The new culture seemed to whirl backward and forward—a loop of history, history as loop—calling and responding, leaping, spinning, renewing.
In the loop, there is the alpha, the omega and the turning points in between. The seam disappears, slips into endless motion and reveals a new logic—the circumference of a worldview.
—Can’t Stop Won’t Stop: A History of the Hip-Hop Generation by Jeff Chang
Accidentally New Age is always on the lookout for ways that her everyday reading relates, metaphorically or otherwise, to her Yoga. Those of you who know ANA know she really can’t make it a day without talking about spanda—the divine vibration. Fascinated with this idea of perpetual creation and dissolution, ANA looks for it everywhere. Which makes for a pretty satisfying activity since, by definition, it really is everywhere.
It’s in her yoga practice: in the setting of intentions and the transitions within and between poses.
It’s in her work day: in a particularly creative application of editorial style to a sentence that needs a certain bit of polish.
It’s in the news: in the seemingly perpetual expansion of dark matter (shakti?) in the universe.
And it’s in hip hop…or at least in Jeff Chang’s telling of its history. The alpha, the omega, and the turning points in between. What’s not to love about that?

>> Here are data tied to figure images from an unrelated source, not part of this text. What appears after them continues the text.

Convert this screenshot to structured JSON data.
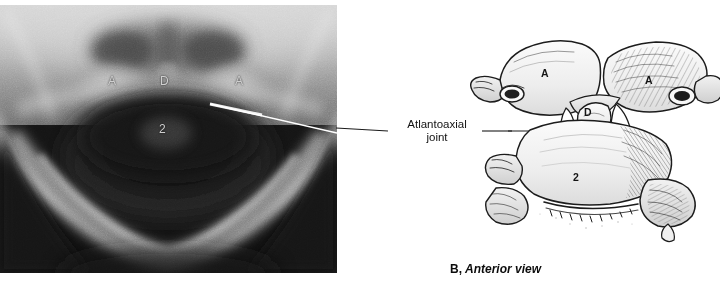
{
  "figure": {
    "caption_letter": "B,",
    "caption_title": "Anterior view"
  },
  "radiograph": {
    "panel_name": "open-mouth odontoid radiograph",
    "background_color": "#0d0d0d",
    "labels": [
      {
        "key": "a_left",
        "text": "A"
      },
      {
        "key": "dens",
        "text": "D"
      },
      {
        "key": "a_right",
        "text": "A"
      },
      {
        "key": "axis",
        "text": "2"
      }
    ]
  },
  "callout": {
    "text": "Atlantoaxial\njoint",
    "line_color": "#1a1a1a"
  },
  "drawing": {
    "panel_name": "anterior view line drawing of atlas and axis",
    "labels": [
      {
        "key": "a_left",
        "text": "A"
      },
      {
        "key": "a_right",
        "text": "A"
      },
      {
        "key": "dens",
        "text": "D"
      },
      {
        "key": "axis",
        "text": "2"
      }
    ]
  }
}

At a recent Anusara intensive, ANA heard John Friend talk about the goddesses Saraswati, Lakshmi, and Kali, and how they relate to creation and dissolution. Saraswati creates order; Lakshmi represents fullness, purna; and Kali is destruction. In an asana practice these three phases would be: setting up the foundation for a pose (Saraswati), finding the full expression of the beauty of that pose (Lakshmi), and then the necessary end of that pose (Kali) before transitioning into the next one.
The alpha, the omega, and the turning points.